A vaccine can’t come fast enough, as virus cases topped 11 million in the U.S. over the weekend — 1 million of them recorded in just the past week. The pandemic has killed more than 1.3 million people worldwide, more than 245,000 of them in the U.S.
Dr. Stephen Hoge, Moderna’s president, welcomed the “really important milestone” but said having similar results from two different companies is what’s most reassuring.
“That should give us all hope that actually a vaccine is going to be able to stop this pandemic and hopefully get us back to our lives,” Hoge told The Associated Press.
“It won’t be Moderna alone that solves this problem. It’s going to require many vaccines” to meet the global demand, he added.
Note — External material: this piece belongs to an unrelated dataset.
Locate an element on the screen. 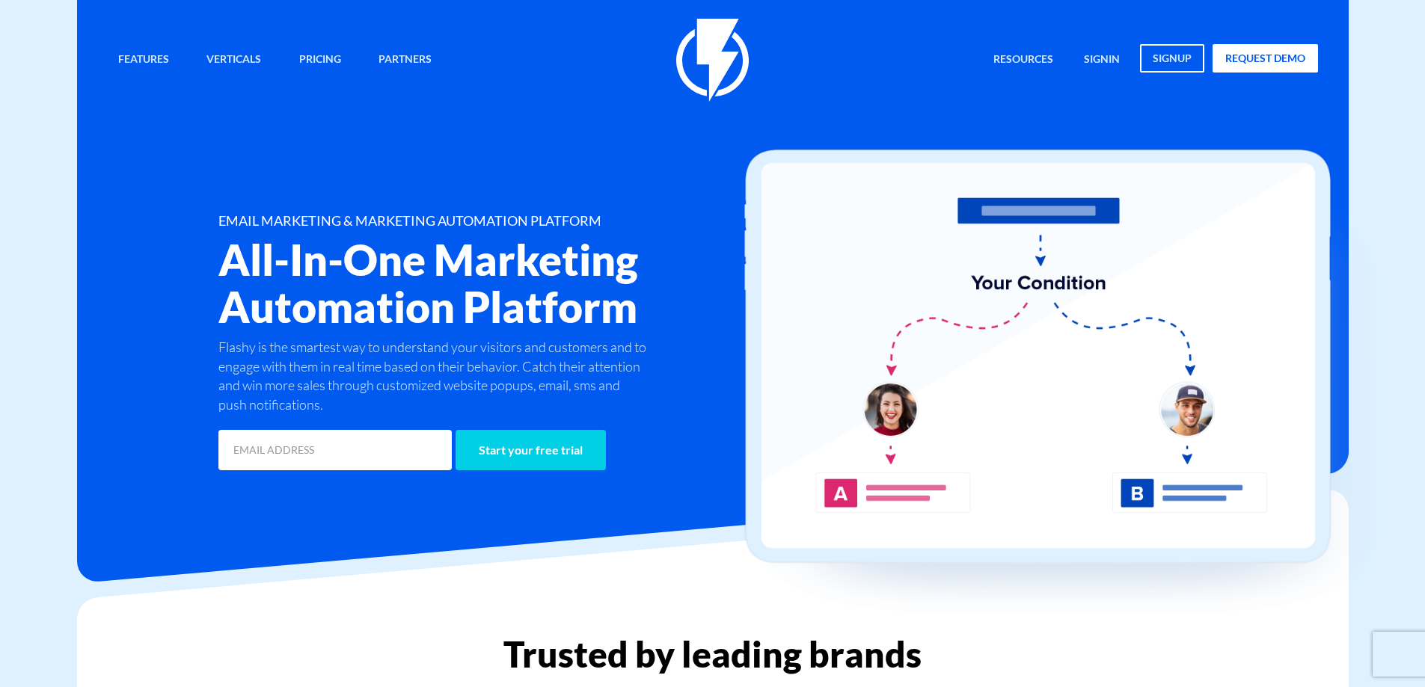  a: signup is located at coordinates (1172, 58).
Still, if U.S. regulators allow emergency use of Moderna’s or Pfizer’s candidates, there will be limited, rationed supplies before the end of the year. Both require people to get two shots, several weeks apart. Moderna expects to have about 20 million doses, earmarked for the U.S., by the end of 2020. Pfizer and its German partner BioNTech expect to have about 50 million doses globally by year’s end.
The reaction in global financial markets was immediate. The Dow doubled premarket gains and was up 500 points before the opening bell. Shares of Moderna, which rocketed 13% higher, were likely to hit an all-time high. Markets in Asia and Europe jumped sharply as well.
Moderna’s vaccine, created with the National Institutes of Health, is being studied in 30,000 volunteers who received either the real vaccination or a dummy shot. On Sunday, an independent monitoring board broke the code to examine 95 infections that were recorded starting two weeks after volunteers’ second dose — and discovered all but five illnesses occurred in participants who got the placebo.
The study is continuing, and Moderna acknowledged the protection rate might change as more COVID-19 infections are detected and added to the calculations. Also, it’s too soon to know how long protection lasts. Both cautions apply to Pfizer’s vaccine as well.
But Moderna’s independent monitors reported some additional, promising tidbits: All 11 severe COVID-19 cases were among placebo recipients, and there were no significant safety concerns.
The main side effects were fatigue, muscle aches and injection-site pain after the vaccine’s second dose, at rates that Hoge characterized as more common than with flu shots but on par with others such as shingles vaccine.
The Cambridge, Massachusetts, company’s vaccine is among 11 candidates in late-stage testing around the world, four of them in huge studies in the U.S.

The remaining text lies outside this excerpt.